Up & Comers - 2013
Sean Tinney
Senior Vice President and Chief Operating Officer, Medical West
When Sean Tinney first began college as a freshman at Auburn University, he thought about entering the healthcare field, but as a physician, not an administrator. Then somewhere between an anatomy course—“I thought maybe this is not for me”—and the realization that he enjoyed business, Tinney decided a major in healthcare administration might be the better career path.
After graduation, Tinney enrolled in a master's degree program for health administration at the University of Alabama at Birmingham, during which he also completed a nine-month administrative residency program with Eastern Health System, also in Birmingham. That experience helped lead to his first full-time job at Medical Center Blount, one of Eastern's facilities, where Tinney served as vice president of professional services.
“I started out my career in a small hospital, so I got to know every facet of the organization,” Tinney says of the 40-bed community hospital. “It prepared me for the larger organizations I'm at now.”
Tinney, 37, is now senior vice president and chief operating officer of Medical West, an affiliate of the University of Alabama at Birmingham Health System. But before joining Medical West last month, Tinney had spent more than a decade in administrative roles at other hospitals in Alabama, where he learned to make the most of relationships and resources.
For his accomplishments, Tinney won a place in Modern Healthcare's 2013 class of Up and Comers.
“In our business, relationships are key,” he says. “Working in the smaller, more rural areas, you can appreciate how important boards are, how important physicians are, how important it is to provide care from a patient satisfaction and quality standpoint.”
Developing strong relationships was especially critical during his tenure as president of rural hospital operations for St. Vincent's Health System, the result of a 2007 merger with Eastern Health. “We didn't have much capital as a system,” Tinney says. But under Tinney's leadership, St. Vincent's Blount in Oneonta, Ala., worked with the Blount County Healthcare Authority to secure a $450,000 donation used to buy medical equipment.
Finding the resources wasn't an easy feat, but that's what Tinney prefers. “So far, every place I've been has been a challenge,” he says.
It's a big part of why he's found himself in these roles. Tinney briefly left hospital administration to work for healthcare technology company MedMined from 2005 to 2007. During that time, he visited more than 50 hospitals nationwide to present data to executives on the financial impact of hospital-acquired infections. But Tinney says he missed the challenge of implementing the changes that would then follow.
“Meeting with those executives and hospitals across the country made me have the appetite to get back into it,” he says.
That drive hasn't gone unrecognized, says Keith Pennington, president and CEO of Medical West. “He's ambitious, and when you're in a facility that's growing and expanding, you need somebody like that,” Pennington says, pointing to Medical West's plans for the construction of a free-standing emergency department and a multimillion-dollar interior renovation.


**REQUIRED ACTION**
Could you find each line of the data below that contains the word "Onboarding" and copy those lines?

**RECORDS SHOWN**

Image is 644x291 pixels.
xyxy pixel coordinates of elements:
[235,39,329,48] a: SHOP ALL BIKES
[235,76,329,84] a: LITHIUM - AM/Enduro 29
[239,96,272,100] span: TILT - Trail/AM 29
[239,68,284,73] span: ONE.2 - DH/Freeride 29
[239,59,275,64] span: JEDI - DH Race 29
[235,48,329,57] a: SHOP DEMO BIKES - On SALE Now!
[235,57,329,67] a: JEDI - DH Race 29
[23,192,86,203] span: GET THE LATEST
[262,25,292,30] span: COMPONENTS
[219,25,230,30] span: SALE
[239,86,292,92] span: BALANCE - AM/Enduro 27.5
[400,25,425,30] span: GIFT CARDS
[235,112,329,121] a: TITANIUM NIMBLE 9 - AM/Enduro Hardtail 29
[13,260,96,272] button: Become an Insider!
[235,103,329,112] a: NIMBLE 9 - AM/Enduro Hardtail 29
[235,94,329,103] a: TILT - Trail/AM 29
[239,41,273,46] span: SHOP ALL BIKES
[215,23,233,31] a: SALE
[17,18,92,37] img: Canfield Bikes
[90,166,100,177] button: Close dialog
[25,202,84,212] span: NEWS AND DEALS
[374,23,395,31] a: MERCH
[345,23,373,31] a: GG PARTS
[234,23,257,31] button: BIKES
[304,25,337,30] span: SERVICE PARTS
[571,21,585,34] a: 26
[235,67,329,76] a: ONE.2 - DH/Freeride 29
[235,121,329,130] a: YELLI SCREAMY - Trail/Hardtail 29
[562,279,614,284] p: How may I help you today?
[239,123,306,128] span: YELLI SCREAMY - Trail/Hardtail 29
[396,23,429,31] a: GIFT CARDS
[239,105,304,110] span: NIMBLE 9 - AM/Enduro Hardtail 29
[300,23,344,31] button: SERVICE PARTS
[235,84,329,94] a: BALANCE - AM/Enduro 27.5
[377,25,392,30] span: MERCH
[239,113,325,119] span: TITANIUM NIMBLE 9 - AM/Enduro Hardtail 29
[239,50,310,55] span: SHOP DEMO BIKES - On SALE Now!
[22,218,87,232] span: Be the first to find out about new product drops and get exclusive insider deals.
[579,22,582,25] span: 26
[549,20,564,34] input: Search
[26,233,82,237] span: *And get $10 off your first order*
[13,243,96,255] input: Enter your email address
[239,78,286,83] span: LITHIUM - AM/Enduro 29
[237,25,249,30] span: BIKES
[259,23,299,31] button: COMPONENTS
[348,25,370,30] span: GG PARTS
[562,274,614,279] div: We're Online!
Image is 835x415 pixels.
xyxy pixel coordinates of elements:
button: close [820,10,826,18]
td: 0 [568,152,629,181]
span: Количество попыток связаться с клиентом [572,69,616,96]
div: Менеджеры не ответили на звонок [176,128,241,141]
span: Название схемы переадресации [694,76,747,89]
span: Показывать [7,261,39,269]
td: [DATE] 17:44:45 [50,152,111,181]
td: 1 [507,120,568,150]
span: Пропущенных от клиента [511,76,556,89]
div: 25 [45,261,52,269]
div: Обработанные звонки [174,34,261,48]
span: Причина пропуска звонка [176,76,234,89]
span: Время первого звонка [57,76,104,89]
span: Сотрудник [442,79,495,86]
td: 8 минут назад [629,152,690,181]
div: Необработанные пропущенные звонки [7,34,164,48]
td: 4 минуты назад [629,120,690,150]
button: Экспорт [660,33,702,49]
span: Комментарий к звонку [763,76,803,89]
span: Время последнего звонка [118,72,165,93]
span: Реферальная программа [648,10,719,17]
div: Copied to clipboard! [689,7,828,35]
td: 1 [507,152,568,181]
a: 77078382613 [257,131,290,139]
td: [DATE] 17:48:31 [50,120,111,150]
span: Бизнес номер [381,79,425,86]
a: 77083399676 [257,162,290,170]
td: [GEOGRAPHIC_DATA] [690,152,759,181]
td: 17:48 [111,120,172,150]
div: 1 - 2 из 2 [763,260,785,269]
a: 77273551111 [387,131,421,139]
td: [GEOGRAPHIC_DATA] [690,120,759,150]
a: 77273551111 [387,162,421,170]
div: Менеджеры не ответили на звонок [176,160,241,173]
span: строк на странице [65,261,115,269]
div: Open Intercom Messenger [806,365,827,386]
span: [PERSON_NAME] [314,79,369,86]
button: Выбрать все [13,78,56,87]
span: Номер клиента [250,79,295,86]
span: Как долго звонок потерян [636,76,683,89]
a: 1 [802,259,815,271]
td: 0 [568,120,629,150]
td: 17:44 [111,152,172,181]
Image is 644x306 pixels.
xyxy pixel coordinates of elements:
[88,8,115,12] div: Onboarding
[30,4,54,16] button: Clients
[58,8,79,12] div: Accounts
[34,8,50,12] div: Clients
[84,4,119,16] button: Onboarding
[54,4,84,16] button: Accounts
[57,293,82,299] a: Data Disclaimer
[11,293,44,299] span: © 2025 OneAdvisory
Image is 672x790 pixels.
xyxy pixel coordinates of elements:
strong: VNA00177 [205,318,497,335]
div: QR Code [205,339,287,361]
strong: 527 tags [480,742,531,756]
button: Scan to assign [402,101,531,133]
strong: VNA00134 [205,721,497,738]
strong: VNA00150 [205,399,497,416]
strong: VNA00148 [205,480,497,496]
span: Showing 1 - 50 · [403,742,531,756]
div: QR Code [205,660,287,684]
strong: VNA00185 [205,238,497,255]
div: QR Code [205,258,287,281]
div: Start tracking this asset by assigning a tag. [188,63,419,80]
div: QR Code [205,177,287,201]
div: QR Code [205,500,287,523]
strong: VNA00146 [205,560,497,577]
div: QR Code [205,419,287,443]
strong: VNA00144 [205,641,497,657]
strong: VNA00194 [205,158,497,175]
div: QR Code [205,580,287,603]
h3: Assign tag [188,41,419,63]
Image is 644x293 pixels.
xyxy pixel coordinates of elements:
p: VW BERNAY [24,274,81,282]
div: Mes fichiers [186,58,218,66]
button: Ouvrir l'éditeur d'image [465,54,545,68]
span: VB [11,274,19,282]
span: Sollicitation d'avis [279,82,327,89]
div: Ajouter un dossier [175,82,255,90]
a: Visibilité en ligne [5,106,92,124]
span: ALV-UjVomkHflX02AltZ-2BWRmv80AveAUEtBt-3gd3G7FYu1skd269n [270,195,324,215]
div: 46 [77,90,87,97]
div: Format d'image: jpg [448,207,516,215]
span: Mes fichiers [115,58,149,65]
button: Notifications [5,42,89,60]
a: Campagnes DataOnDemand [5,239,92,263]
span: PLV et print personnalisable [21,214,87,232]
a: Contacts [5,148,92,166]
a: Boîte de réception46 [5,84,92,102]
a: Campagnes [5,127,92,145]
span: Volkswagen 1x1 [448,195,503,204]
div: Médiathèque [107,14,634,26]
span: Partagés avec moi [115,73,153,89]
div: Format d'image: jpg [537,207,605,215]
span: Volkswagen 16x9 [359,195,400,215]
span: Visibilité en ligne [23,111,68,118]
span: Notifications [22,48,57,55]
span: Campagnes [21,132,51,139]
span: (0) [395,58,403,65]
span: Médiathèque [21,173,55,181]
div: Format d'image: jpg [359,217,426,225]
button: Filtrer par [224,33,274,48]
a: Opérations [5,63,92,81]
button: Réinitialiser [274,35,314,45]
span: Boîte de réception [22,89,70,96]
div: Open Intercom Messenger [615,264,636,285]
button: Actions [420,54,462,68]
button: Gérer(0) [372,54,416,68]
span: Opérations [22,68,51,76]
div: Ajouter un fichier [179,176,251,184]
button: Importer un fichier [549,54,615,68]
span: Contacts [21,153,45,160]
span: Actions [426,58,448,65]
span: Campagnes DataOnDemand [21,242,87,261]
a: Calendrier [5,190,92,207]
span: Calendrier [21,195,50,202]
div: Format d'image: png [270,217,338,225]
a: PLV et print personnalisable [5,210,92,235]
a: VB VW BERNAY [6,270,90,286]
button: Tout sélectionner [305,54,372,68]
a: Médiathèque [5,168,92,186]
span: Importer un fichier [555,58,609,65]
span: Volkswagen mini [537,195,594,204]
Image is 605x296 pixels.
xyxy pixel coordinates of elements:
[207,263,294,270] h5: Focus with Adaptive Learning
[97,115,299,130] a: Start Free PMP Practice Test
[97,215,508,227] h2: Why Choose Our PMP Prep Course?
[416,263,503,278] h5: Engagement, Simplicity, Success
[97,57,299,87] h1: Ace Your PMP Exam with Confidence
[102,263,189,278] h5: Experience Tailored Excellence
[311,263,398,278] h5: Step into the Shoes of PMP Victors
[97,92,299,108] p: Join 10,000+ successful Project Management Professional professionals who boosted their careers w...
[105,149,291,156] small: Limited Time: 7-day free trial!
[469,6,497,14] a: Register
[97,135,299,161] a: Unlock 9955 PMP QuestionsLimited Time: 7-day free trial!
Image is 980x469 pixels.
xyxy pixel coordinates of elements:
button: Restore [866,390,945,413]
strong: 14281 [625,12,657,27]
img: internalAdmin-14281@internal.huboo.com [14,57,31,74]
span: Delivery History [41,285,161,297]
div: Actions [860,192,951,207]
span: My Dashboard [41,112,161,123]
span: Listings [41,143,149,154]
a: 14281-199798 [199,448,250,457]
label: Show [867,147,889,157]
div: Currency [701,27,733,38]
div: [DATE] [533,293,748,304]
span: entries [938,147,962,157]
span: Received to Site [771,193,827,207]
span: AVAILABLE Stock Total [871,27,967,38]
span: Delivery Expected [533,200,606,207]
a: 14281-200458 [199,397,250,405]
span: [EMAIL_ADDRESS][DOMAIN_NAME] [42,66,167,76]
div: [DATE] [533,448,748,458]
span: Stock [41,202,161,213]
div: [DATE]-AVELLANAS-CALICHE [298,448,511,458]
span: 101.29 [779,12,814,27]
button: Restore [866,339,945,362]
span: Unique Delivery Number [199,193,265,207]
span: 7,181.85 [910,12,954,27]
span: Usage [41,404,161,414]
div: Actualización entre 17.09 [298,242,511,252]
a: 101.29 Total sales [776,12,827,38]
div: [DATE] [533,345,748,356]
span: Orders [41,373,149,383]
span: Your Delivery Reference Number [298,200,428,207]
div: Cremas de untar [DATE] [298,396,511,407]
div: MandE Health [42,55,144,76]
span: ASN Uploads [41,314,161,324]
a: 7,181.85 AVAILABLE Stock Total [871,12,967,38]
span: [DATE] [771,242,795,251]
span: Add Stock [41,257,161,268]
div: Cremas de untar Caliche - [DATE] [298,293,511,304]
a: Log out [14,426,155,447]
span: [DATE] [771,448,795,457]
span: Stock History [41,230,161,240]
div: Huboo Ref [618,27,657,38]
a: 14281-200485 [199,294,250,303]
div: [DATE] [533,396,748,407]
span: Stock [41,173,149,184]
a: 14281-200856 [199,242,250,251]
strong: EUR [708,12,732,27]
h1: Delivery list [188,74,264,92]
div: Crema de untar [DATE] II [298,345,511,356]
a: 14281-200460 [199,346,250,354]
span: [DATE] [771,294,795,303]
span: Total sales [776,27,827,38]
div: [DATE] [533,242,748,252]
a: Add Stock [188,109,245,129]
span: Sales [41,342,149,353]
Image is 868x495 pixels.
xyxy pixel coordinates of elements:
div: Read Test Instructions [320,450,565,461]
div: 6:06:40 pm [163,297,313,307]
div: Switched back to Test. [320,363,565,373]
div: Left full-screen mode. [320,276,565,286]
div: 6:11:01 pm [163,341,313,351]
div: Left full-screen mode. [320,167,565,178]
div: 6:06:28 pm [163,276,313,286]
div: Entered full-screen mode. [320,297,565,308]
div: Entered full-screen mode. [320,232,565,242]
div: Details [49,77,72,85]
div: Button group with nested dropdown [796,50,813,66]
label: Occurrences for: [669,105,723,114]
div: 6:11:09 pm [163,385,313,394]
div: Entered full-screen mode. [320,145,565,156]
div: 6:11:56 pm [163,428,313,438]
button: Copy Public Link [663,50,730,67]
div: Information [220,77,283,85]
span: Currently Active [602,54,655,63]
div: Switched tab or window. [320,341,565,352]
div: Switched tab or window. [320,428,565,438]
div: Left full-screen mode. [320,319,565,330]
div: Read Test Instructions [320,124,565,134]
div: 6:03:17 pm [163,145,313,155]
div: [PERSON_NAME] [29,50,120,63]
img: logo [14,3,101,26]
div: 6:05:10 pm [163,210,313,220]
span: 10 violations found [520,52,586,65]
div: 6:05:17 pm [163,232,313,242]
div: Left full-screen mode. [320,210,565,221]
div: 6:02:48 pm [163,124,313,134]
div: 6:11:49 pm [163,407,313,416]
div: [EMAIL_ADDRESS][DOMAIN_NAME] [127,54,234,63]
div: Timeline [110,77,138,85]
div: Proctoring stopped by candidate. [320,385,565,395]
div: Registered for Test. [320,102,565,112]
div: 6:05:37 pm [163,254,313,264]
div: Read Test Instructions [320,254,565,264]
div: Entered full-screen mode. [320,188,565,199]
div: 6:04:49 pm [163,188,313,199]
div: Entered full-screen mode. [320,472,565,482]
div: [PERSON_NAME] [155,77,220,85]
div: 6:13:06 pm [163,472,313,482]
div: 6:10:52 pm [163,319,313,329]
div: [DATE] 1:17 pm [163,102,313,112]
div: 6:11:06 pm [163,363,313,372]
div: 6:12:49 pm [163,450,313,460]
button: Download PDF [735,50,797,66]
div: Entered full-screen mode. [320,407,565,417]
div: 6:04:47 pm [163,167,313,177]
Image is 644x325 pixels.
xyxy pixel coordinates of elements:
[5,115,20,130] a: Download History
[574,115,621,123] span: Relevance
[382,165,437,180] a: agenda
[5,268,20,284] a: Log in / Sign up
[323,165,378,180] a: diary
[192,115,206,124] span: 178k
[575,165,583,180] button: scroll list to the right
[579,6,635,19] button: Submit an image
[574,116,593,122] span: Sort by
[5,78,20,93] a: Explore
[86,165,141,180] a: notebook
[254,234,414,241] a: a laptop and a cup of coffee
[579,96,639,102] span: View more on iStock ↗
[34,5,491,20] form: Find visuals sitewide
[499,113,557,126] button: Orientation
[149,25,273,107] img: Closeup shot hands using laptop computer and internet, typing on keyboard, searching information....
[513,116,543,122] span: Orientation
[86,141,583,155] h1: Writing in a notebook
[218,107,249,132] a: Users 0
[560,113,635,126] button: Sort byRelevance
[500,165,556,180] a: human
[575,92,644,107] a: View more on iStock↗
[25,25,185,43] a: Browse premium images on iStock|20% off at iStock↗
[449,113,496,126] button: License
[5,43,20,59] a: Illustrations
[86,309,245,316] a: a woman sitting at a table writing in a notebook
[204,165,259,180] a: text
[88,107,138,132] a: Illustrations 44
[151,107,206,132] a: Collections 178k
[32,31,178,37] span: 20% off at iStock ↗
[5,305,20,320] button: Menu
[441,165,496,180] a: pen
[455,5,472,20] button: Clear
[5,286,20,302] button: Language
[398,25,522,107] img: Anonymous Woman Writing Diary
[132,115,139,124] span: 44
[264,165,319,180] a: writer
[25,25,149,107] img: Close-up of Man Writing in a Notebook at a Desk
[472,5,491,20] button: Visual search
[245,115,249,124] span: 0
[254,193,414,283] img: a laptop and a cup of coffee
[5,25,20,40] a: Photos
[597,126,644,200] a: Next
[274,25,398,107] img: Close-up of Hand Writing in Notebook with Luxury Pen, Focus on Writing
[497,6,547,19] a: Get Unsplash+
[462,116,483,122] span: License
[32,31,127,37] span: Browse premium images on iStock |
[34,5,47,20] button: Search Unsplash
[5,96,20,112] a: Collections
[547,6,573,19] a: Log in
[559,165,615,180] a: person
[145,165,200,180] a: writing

**SOLUTION TO THIS EXERCISE**
[88,8,115,12] div: Onboarding
[84,4,119,16] button: Onboarding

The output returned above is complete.